The directive comes amid abnormally rising summer temperatures, exacerbated by erratic rainfall patterns and urban heat island effects from extensive building and road surfaces absorbing solar heat.
The SOP mandates immediate and proactive measures to ensure public health, water security, and environmental management in cities and towns.
Key directives include:
- Ensuring uninterrupted drinking water supply through well-maintained pipelines, with complaints resolved within 24 hours.
- Deploying water tankers (including hired ones if needed) to scarcity pockets for emergency relief.
- Keeping tube wells and hand pumps fully operational with ready spare parts.
- Establishing and managing control rooms in PHEO/WATCO and city offices to handle water-related grievances, while monitoring IMD heatwave warnings and coordinating with IMD/State EOC as required.

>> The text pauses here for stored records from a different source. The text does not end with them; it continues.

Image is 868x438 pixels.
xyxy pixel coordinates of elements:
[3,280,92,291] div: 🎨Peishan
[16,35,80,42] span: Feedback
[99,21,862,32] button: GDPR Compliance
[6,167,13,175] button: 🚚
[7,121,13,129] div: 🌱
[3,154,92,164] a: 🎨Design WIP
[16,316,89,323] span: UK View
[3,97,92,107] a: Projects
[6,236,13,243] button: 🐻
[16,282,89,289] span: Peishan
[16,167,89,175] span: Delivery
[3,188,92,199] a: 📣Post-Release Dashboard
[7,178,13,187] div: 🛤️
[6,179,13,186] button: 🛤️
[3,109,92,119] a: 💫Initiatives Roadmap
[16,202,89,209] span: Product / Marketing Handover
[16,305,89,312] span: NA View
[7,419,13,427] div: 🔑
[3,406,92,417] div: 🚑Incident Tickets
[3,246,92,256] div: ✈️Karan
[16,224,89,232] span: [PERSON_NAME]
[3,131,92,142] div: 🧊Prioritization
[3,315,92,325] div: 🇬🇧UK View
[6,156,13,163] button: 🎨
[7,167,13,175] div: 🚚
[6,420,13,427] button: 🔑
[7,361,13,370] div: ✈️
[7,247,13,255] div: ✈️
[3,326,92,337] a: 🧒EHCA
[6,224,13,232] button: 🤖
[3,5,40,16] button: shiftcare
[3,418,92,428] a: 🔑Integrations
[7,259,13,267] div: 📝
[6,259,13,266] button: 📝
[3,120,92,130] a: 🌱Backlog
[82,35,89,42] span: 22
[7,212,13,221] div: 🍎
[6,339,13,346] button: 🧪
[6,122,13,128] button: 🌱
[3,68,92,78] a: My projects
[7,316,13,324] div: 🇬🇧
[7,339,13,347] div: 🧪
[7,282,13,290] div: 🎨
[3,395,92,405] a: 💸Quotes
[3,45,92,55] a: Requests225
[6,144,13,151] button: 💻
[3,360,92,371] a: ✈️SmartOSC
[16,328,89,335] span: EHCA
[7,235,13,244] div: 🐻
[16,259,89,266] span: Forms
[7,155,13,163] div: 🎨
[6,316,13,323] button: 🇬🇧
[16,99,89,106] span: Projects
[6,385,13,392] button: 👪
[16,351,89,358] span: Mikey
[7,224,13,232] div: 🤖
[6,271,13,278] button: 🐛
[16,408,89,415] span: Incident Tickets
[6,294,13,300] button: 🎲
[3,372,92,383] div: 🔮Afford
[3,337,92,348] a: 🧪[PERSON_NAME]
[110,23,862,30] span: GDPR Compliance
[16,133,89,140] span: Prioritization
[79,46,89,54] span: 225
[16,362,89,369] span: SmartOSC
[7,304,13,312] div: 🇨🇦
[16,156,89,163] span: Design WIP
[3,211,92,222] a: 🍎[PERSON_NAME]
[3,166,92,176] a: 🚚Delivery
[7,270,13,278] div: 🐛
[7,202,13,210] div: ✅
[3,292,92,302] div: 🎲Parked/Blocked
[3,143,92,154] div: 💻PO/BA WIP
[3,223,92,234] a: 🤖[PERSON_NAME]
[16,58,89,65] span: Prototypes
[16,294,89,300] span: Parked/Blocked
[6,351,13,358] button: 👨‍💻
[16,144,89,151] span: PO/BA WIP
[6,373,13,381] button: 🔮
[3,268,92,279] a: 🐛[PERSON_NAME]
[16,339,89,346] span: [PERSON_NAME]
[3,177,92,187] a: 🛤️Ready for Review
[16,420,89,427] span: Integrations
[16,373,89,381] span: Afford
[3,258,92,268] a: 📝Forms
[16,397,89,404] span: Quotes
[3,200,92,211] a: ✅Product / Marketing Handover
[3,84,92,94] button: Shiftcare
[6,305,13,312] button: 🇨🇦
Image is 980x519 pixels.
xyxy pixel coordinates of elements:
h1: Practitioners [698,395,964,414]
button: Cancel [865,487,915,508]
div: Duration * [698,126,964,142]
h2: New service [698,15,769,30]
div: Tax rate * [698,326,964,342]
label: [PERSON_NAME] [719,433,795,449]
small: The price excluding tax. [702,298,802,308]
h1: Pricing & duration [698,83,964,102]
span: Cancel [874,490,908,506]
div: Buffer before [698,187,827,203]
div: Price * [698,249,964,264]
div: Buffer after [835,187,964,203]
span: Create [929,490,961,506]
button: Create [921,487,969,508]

ULBs are instructed to expand the number of Paniya Jal Bitaran Kendra (drinking water kiosks) at strategic public locations such as roadsides, crossroads, bus stands, railway stations, marketplaces, and offices.

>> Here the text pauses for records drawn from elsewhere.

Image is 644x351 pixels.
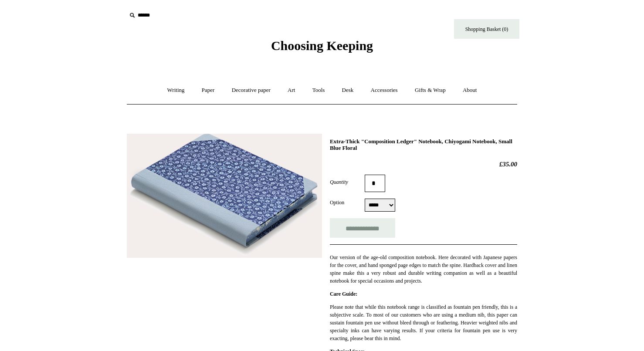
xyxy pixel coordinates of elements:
span: Choosing Keeping [271,38,373,53]
a: Paper [194,79,223,102]
img: Extra-Thick "Composition Ledger" Notebook, Chiyogami Notebook, Small Blue Floral [127,134,322,258]
p: Please note that while this notebook range is classified as fountain pen friendly, this is a subj... [329,303,517,342]
h2: £35.00 [329,161,517,168]
a: Art [280,79,303,102]
a: Shopping Basket (0) [454,19,519,39]
a: Decorative paper [224,79,279,102]
p: Our version of the age-old composition notebook. Here decorated with Japanese papers for the cove... [329,253,517,285]
label: Quantity [329,178,365,186]
a: Desk [334,79,361,102]
a: Tools [304,79,332,102]
a: Choosing Keeping [271,46,373,52]
h1: Extra-Thick "Composition Ledger" Notebook, Chiyogami Notebook, Small Blue Floral [329,138,517,152]
a: About [455,79,485,102]
label: Option [329,199,365,207]
a: Gifts & Wrap [407,79,453,102]
a: Writing [159,79,192,102]
a: Accessories [363,79,406,102]
strong: Care Guide: [329,291,357,297]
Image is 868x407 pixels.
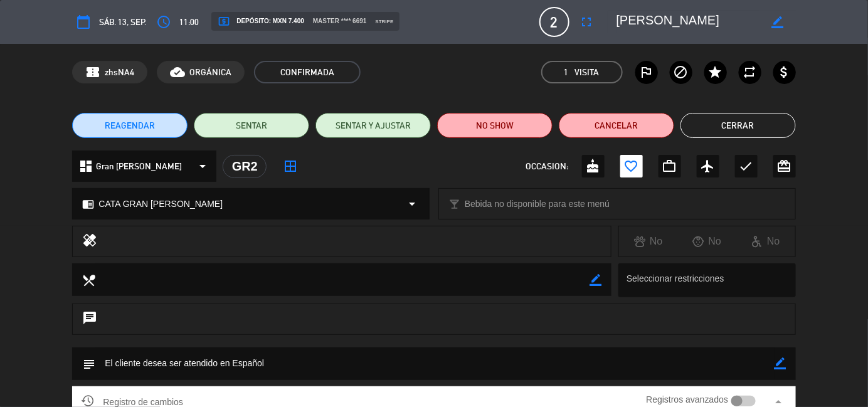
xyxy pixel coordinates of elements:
i: block [674,65,689,79]
button: REAGENDAR [72,113,188,138]
button: access_time [152,11,175,34]
span: confirmation_number [85,65,101,79]
i: card_giftcard [777,159,792,174]
i: fullscreen [580,14,594,30]
span: Gran [PERSON_NAME] [96,159,182,174]
div: No [678,233,737,250]
i: airplanemode_active [701,159,716,174]
i: cake [586,159,601,174]
i: chrome_reader_mode [82,198,94,210]
span: 1 [565,65,569,79]
span: Bebida no disponible para este menú [465,197,610,212]
i: dashboard [79,159,94,174]
i: border_color [772,16,784,28]
button: NO SHOW [437,113,552,138]
span: OCCASION: [527,159,569,174]
i: star [708,65,723,79]
i: local_atm [217,15,230,28]
span: 11:00 [179,15,199,30]
span: CONFIRMADA [254,61,361,83]
i: access_time [156,14,171,30]
em: Visita [575,65,600,79]
span: Depósito: MXN 7.400 [217,15,304,28]
i: attach_money [777,65,792,79]
i: check [739,159,754,174]
i: cloud_done [170,65,185,79]
span: stripe [376,17,394,26]
button: Cerrar [681,113,796,138]
i: outlined_flag [639,65,654,79]
span: CATA GRAN [PERSON_NAME] [99,197,223,212]
div: No [619,233,678,250]
span: zhsNA4 [105,65,134,79]
i: repeat [743,65,758,79]
i: arrow_drop_down [195,159,210,174]
div: No [736,233,796,250]
i: border_all [283,159,298,174]
label: Registros avanzados [646,392,729,407]
i: local_bar [449,198,460,210]
i: border_color [590,274,602,286]
i: subject [81,357,96,370]
button: SENTAR Y AJUSTAR [316,113,431,138]
button: fullscreen [576,11,598,34]
i: favorite_border [624,159,639,174]
i: local_dining [81,273,96,286]
i: calendar_today [76,14,91,30]
i: work_outline [662,159,678,174]
i: arrow_drop_down [405,196,419,212]
i: border_color [774,357,787,370]
button: calendar_today [72,11,95,34]
i: healing [82,233,97,250]
span: 2 [540,7,570,37]
span: sáb. 13, sep. [99,15,146,30]
button: SENTAR [194,113,309,138]
button: Cancelar [559,113,674,138]
i: chat [82,310,97,328]
span: REAGENDAR [105,119,155,132]
div: GR2 [223,155,267,178]
span: ORGÁNICA [190,65,232,79]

These should be operated through Mission Shakti SHGs, federations, or NGOs, ensuring potable water quality, daily water changes, proper sanitation, and use of long-handle dispensers. Agencies setting up kiosks only for publicity and abandoning them later will face strict action.

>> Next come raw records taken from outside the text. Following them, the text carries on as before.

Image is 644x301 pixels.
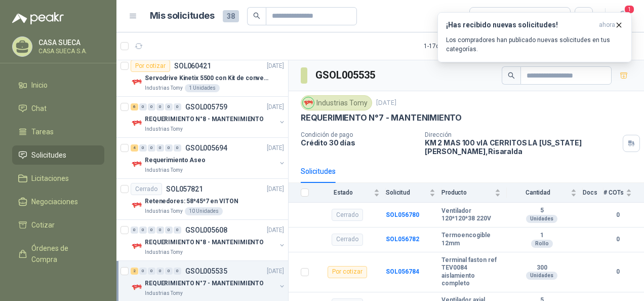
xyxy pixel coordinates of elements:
[131,281,143,294] img: Company Logo
[386,236,420,243] a: SOL056782
[157,227,164,234] div: 0
[31,243,94,265] span: Órdenes de Compra
[441,257,501,288] b: Terminal faston ref TEV0084 aislamiento completo
[165,268,173,275] div: 0
[131,183,162,196] div: Cerrado
[131,241,143,252] img: Company Logo
[174,103,182,111] div: 0
[301,95,372,111] div: Industrias Tomy
[425,132,619,138] p: Dirección
[332,209,363,221] div: Cerrado
[604,211,632,220] b: 0
[185,103,227,111] p: GSOL005759
[148,268,155,275] div: 0
[131,101,286,133] a: 6 0 0 0 0 0 GSOL005759[DATE] Company LogoREQUERIMIENTO N°8 - MANTENIMIENTOIndustrias Tomy
[447,36,624,54] p: Los compradores han publicado nuevas solicitudes en tus categorías.
[332,234,363,246] div: Cerrado
[223,10,239,23] span: 38
[376,98,396,108] p: [DATE]
[624,4,635,15] span: 1
[139,268,147,275] div: 0
[12,273,105,293] a: Remisiones
[145,289,183,298] p: Industrias Tomy
[303,97,314,108] img: Company Logo
[531,240,553,248] div: Rollo
[604,189,624,196] span: # COTs
[157,268,164,275] div: 0
[165,227,173,234] div: 0
[131,142,286,174] a: 4 0 0 0 0 0 GSOL005694[DATE] Company LogoRequerimiento AseoIndustrias Tomy
[267,267,284,276] p: [DATE]
[386,183,441,203] th: Solicitud
[148,227,155,234] div: 0
[386,189,428,196] span: Solicitud
[145,197,239,206] p: Retenedores: 58*45*7 en VITON
[131,265,286,298] a: 2 0 0 0 0 0 GSOL005535[DATE] Company LogoREQUERIMIENTO N°7 - MANTENIMIENTOIndustrias Tomy
[31,196,78,207] span: Negociaciones
[145,125,183,133] p: Industrias Tomy
[447,21,595,29] h3: ¡Has recibido nuevas solicitudes!
[166,185,203,193] p: SOL057821
[31,127,54,137] span: Tareas
[131,227,138,234] div: 0
[185,227,227,234] p: GSOL005608
[386,268,420,276] b: SOL056784
[131,103,138,111] div: 6
[441,189,493,196] span: Producto
[425,138,619,156] p: KM 2 MAS 100 vIA CERRITOS LA [US_STATE] [PERSON_NAME] , Risaralda
[301,132,417,138] p: Condición de pago
[145,73,271,83] p: Servodrive Kinetix 5500 con Kit de conversión y filtro (Ref 41350505)
[386,212,420,219] a: SOL056780
[145,279,264,289] p: REQUERIMIENTO N°7 - MANTENIMIENTO
[150,9,215,23] h1: Mis solicitudes
[145,166,183,174] p: Industrias Tomy
[38,48,102,55] p: CASA SUECA S.A.
[12,216,105,235] a: Cotizar
[12,145,105,165] a: Solicitudes
[116,56,288,97] a: Por cotizarSOL060421[DATE] Company LogoServodrive Kinetix 5500 con Kit de conversión y filtro (Re...
[526,272,558,280] div: Unidades
[327,266,367,278] div: Por cotizar
[507,189,568,196] span: Cantidad
[139,227,147,234] div: 0
[253,12,261,20] span: search
[301,113,462,124] p: REQUERIMIENTO N°7 - MANTENIMIENTO
[12,192,105,212] a: Negociaciones
[31,80,48,91] span: Inicio
[31,173,69,184] span: Licitaciones
[174,145,182,152] div: 0
[185,84,220,92] div: 1 Unidades
[614,7,632,25] button: 1
[316,68,377,83] h3: GSOL005535
[139,103,147,111] div: 0
[145,156,205,165] p: Requerimiento Aseo
[604,183,644,203] th: # COTs
[301,138,417,147] p: Crédito 30 días
[131,199,143,212] img: Company Logo
[38,39,102,46] p: CASA SUECA
[507,232,577,240] b: 1
[441,232,501,247] b: Termoencogible 12mm
[476,11,497,22] div: Todas
[31,150,66,161] span: Solicitudes
[12,99,105,119] a: Chat
[165,103,173,111] div: 0
[148,103,155,111] div: 0
[31,103,46,114] span: Chat
[165,145,173,152] div: 0
[131,268,138,275] div: 2
[315,189,372,196] span: Estado
[438,12,632,63] button: ¡Has recibido nuevas solicitudes!ahora Los compradores han publicado nuevas solicitudes en tus ca...
[185,207,223,216] div: 10 Unidades
[145,249,183,257] p: Industrias Tomy
[185,145,227,152] p: GSOL005694
[583,183,604,203] th: Docs
[12,76,105,95] a: Inicio
[441,207,501,223] b: Ventilador 120*120*38 220V
[424,38,483,55] div: 1 - 17 de 17
[12,169,105,188] a: Licitaciones
[148,145,155,152] div: 0
[267,143,284,153] p: [DATE]
[267,225,284,236] p: [DATE]
[507,264,577,273] b: 300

Additional measures focus on pollution and dust control:
- Strict prohibition on open burning of municipal solid waste, garden/tree residues.
- Awareness campaigns encouraging households to place and regularly change water pots for stray birds and animals.
- Prompt clearance of construction and demolition (C&D) waste from roadsides.
- Mandating construction sites and households to cover areas, sprinkle water to suppress dust, and dispose of materials safely—non-compliance will attract penalties.
- Requiring vehicles carrying sand, bricks, cement, or garbage to be fully covered with tarpaulin and adhere to speed limits.
- Maintaining roadside earthen layers below metal road levels to prevent dust spillover.
- Banning the use of coal or coal briquettes in urban roadside hotels and eateries to curb fly ash dust pollution contributing to the temperature rise.
The SOP also calls for rejuvenation and pollution-free restoration of urban water bodies to enhance public access and cooling effects. All relevant Environmental Acts, Rules, and National Green Tribunal (NGT) guidelines must be enforced rigorously, with coordination from police, forest, Odisha Pollution Control Board (OPCB), and other authorities.
This proactive step aims to mitigate urban heat stress, prevent heat-related illnesses, and build resilience in Odisha’s cities amid forecasts of intensified summer conditions.